Question · 3 answers

MOS plate vs mill: which holds zero longer on a Glock?

The short answer: **direct mill is more stable**, but MOS is often good enough if you're honest about your maintenance.

Here's the mechanical difference. A milled slide eliminates the plate interface—one less potential shift point. MOS plates have two mounting surfaces (the plate, then the optic on the plate). Each interface can accumulate micro-movement from recoil cycles, especially if the screws aren't consistently tight.

That said: **Glock MOS plates have a solid track record** when users commit to screw discipline. Check your screws every 100-200 rounds, use blue Loctite, and you'll rarely see drift beyond 1-2 MOA over a year.

Milled slides almost never shift once set, assuming the gunsmith cut it square.

**Use-case call:** - Competition or duty work where you shoot 500+ rounds monthly? Mill it. - Carry or occasional range time? MOS plate with disciplined maintenance is fine. - Unsure if you want to commit to an RMR long-term? MOS lets you bail cheaper.

My recommendation for your specific use case depends on your round count and whether you're willing to own the maintenance habit.

3 answers
  1. @m.delacroix12d ago
    +7

    I ran this exact comparison over 18 months. Started with a MOS plate on a 19.4, then milled a 19.5. Both mounted RMR Type 2.

    MOS plate baseline: 0.3 MOA drift first 200 rounds, then settled. I checked screws every 100 rounds, blue Loctite on install. Final count: 2,847 rounds. Total shift from month 1 to month 18: 0.8 MOA.

    Milled slide baseline: Set zero at round 50, confirmed at 200, 500, 1000, 2000. Zero shift: 0.0 MOA across 3,104 rounds.

    The honest part: the MOS plate held *adequately* because I was religious about screw tension. I used a Wheeler FAT wrench. Most shooters aren't. Without that discipline, I'd estimate you see 3–5 MOA drift in the same period.

    The mill didn't require that maintenance tax, which matters if you shoot 300+ rounds a month. Less headspace to worry about during a busy week, cleaner data at the line.

    If you're at 200 rounds a month or less and you own the torque check habit, MOS is fine. If you're higher volume, the mill buys you mental real estate you can spend elsewhere.

  2. @southpaw_096d ago
    +6

    m.delacroix's data is solid—that Wheeler torque discipline is the real separator. But I'm going to push on something that doesn't always surface in the zero-shift conversation: draw path consistency.

    Honest take: I've seen shooters nail their optic zero indoors, then struggle with presentation because a raised MOS plate changes your grip interface. The plate adds height, which means your hand finds the grip slightly different on the draw. That 1–2mm of height variance compounds across hundreds of reps, and suddenly your first-round hit probability shifts even if your optic zero hasn't moved.

    Milled slides hold zero better *and* give you the same grip profile you trained with on an iron-equipped gun. For AIWB carry, that matters. You're not adjusting your draw stroke because of hardware creep.

    I'd flip m.delacroix's use-case slightly: if you're training draw-to-first-shot regularly—even at 200 rounds a month—the mill buys you something beyond zero stability. It eliminates a variable in your presentation. That's especially true if you're not doing dry-draw reps daily to calibrate against the new interface.

    What's your draw frequency look like? Are you actively training presentation, or mostly static range work? That distinction might matter more than total round count here.

  3. @frm423d ago
    +6

    Both of you are measuring different things, which is why this matters. m.delacroix is tracking optical zero shift—the reticle's position relative to the target. southpaw_09 is tracking sight picture consistency—where your eye naturally sits behind the optic during presentation. They're related but not identical.

    Here's the geometry: a MOS plate raises your optic center roughly 0.25–0.35 inches above a milled slide, depending on the plate design. That height shift changes your dominant eye's relationship to the optic window. On a Glock's slide profile, that extra height moves your sight picture forward and slightly upward relative to your grip hand's natural reference point.

    southpaw_09 is right that this creates a presentation variable. But I'd separate two cases:

    **AIWB or appendix carry:** The draw arc is steep. That 0.3-inch height delta means your eye acquires the reticle at a different vertical angle on presentation. If you're doing dry reps against irons (or trained on irons), the MOS plate breaks that muscle memory. The zero is stable; your first-round hit might not be.

    **OWB or static range work:** The draw is flatter. Height variance matters less because your presentation angle is more consistent. Here m.delacroix's maintenance discipline dominates the outcome.

    The milled slide wins because it preserves your grip-to-sight-picture geometry *and* eliminates screw discipline tax. You're not buying optics skill; you're buying consistency.

    My recommendation for your specific use case: if you carry and train presentation regularly, mill it. If you're range-focused with static positions, MOS + Wheeler torque wrench works. What's your carry position?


## [Problem to solve]
When the line containing "Describe the element at coordinates (105, 457)" is found in the data below, copy it and each line after it through the line containing "In order to click on div: Latest", exactly and with no others.

## [Task data]

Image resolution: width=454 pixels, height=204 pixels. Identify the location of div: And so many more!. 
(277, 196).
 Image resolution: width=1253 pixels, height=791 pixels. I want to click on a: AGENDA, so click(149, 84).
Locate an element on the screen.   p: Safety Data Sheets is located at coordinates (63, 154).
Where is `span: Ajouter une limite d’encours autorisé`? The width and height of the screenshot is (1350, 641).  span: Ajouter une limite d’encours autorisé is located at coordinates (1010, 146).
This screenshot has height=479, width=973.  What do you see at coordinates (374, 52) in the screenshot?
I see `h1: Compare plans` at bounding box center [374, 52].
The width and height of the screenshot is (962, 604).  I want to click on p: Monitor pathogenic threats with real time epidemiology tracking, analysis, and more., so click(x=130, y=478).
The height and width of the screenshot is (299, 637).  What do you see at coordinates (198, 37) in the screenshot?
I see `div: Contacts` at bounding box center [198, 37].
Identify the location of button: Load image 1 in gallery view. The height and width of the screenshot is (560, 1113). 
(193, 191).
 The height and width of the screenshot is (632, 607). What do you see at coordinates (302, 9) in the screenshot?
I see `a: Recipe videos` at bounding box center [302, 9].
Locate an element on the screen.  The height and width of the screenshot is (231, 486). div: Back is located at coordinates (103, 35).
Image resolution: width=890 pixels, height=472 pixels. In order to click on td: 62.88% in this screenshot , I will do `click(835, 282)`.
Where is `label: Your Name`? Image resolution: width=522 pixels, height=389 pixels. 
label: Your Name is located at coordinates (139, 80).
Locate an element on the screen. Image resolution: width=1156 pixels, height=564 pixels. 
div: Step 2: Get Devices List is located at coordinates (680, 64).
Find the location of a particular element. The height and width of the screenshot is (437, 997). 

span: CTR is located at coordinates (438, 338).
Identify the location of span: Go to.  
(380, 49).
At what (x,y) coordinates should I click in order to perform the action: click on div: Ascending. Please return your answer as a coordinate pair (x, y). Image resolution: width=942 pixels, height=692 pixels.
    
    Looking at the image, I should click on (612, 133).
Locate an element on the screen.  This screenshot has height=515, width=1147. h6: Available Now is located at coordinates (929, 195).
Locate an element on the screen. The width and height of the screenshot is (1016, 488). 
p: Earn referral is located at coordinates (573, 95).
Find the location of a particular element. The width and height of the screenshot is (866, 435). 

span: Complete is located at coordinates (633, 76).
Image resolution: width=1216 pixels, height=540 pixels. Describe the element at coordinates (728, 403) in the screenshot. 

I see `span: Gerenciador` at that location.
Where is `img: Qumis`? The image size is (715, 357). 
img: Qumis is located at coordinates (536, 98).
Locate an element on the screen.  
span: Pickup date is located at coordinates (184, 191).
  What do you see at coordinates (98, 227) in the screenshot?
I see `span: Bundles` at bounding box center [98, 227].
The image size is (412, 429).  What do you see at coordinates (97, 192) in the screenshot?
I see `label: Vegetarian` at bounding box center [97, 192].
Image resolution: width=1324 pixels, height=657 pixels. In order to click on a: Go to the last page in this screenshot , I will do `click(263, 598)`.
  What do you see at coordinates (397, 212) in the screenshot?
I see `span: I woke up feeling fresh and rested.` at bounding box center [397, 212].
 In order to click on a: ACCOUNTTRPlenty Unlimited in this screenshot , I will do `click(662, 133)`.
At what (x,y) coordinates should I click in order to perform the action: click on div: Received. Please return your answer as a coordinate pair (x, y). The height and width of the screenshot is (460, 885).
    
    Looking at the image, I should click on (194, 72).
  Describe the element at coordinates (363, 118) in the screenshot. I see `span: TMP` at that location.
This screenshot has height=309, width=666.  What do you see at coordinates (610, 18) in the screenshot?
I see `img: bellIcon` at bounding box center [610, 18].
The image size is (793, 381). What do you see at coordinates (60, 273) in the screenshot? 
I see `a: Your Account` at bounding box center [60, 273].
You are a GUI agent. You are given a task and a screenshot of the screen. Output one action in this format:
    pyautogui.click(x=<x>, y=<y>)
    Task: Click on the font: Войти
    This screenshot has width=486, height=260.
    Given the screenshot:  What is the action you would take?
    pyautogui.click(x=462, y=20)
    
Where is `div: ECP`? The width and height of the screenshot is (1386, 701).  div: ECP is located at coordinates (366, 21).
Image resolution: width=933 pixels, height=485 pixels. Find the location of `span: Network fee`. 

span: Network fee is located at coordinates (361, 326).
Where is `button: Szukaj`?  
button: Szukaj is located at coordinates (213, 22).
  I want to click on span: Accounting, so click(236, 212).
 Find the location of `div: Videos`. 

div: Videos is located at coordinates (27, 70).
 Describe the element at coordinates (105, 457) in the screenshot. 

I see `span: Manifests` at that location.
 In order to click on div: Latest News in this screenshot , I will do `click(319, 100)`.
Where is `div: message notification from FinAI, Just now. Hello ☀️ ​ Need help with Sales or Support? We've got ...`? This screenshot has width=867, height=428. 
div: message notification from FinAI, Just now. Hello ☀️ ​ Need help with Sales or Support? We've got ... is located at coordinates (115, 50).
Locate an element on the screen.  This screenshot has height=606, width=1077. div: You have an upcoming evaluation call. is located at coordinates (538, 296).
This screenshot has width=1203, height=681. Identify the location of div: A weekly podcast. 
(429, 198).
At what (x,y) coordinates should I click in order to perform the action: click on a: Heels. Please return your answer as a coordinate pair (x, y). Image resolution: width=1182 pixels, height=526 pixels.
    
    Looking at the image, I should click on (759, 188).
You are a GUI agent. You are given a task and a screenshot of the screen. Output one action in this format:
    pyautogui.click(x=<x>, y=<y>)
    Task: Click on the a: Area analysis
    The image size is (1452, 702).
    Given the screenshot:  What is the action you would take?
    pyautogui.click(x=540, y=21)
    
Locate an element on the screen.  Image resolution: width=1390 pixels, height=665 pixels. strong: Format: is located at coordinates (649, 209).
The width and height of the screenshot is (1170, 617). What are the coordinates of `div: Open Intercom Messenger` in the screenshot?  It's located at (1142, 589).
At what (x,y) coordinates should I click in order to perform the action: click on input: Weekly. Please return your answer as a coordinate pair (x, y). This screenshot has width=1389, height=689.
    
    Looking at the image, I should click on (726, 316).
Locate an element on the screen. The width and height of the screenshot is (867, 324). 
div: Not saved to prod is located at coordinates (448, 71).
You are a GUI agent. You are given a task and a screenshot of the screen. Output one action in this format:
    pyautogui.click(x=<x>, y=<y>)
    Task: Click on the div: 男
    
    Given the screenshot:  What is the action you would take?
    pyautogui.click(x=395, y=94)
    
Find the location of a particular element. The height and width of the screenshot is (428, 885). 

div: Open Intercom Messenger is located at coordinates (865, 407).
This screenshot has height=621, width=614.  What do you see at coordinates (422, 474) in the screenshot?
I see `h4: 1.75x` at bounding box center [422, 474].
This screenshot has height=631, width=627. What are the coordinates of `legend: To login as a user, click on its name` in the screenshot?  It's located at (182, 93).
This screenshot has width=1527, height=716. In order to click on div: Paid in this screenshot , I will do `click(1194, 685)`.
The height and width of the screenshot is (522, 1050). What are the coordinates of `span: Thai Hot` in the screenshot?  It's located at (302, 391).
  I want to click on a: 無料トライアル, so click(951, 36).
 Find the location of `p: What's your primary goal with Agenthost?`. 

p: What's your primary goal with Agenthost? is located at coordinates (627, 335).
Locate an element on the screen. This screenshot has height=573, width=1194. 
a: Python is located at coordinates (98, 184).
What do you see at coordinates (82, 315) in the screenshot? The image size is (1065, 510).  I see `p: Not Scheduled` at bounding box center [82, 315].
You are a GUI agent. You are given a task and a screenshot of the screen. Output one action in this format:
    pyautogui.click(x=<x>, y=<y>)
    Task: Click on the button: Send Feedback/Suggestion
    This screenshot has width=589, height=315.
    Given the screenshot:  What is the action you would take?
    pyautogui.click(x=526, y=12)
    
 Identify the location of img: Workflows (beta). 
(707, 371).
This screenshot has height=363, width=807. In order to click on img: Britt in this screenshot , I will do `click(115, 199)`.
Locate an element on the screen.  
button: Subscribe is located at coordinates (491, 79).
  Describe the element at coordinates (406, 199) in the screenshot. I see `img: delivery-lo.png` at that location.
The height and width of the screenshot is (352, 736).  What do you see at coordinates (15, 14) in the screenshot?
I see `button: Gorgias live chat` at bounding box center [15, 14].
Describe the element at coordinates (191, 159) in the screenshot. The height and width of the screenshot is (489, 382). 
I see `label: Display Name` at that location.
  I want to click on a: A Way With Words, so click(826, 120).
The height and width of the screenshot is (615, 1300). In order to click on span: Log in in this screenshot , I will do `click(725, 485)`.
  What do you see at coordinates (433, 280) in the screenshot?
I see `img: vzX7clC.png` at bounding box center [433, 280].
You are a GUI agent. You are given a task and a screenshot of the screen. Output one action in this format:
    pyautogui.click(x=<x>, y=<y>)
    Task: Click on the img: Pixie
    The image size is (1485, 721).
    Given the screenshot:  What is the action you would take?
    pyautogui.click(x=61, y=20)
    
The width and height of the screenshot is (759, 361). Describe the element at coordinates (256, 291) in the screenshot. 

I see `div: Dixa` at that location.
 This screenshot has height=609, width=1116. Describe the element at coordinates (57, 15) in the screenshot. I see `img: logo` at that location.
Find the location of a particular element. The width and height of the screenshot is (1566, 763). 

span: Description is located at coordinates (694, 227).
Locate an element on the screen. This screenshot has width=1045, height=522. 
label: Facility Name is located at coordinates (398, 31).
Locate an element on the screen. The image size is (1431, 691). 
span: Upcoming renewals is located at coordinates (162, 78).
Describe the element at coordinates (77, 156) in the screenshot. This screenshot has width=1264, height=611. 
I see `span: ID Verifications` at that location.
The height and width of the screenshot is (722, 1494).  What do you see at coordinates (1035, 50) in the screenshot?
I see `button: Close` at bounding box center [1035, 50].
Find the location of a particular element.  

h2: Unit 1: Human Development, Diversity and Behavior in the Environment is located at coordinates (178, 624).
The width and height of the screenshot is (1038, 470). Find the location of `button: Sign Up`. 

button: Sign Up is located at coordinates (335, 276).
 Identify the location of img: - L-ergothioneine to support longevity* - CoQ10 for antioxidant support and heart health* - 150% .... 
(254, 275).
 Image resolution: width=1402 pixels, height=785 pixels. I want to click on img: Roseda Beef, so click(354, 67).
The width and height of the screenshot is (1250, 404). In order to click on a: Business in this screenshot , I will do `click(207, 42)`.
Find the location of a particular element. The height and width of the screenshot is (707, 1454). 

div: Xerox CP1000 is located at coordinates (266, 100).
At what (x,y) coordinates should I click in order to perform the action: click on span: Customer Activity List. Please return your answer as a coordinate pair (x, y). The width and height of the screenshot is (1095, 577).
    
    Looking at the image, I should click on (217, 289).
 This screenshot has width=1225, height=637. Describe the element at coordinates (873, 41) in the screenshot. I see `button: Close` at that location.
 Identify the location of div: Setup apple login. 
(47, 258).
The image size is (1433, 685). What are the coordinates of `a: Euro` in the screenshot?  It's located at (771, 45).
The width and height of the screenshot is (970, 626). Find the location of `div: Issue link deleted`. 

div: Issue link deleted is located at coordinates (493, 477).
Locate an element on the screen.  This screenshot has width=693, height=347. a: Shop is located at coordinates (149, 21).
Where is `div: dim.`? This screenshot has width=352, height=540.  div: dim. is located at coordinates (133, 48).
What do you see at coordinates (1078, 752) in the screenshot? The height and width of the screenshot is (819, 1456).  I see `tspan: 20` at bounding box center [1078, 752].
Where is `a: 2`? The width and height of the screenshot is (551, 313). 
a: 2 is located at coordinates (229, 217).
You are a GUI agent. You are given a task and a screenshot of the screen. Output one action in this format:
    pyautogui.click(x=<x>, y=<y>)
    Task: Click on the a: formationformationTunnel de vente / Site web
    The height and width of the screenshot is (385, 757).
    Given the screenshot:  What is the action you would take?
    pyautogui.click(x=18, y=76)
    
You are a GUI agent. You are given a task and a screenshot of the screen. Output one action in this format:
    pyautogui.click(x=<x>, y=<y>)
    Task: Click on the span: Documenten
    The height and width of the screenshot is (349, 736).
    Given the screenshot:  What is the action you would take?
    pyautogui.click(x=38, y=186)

## [Result]
 Describe the element at coordinates (105, 457) in the screenshot. 

I see `span: Manifests` at that location.
 In order to click on div: Latest News in this screenshot , I will do `click(319, 100)`.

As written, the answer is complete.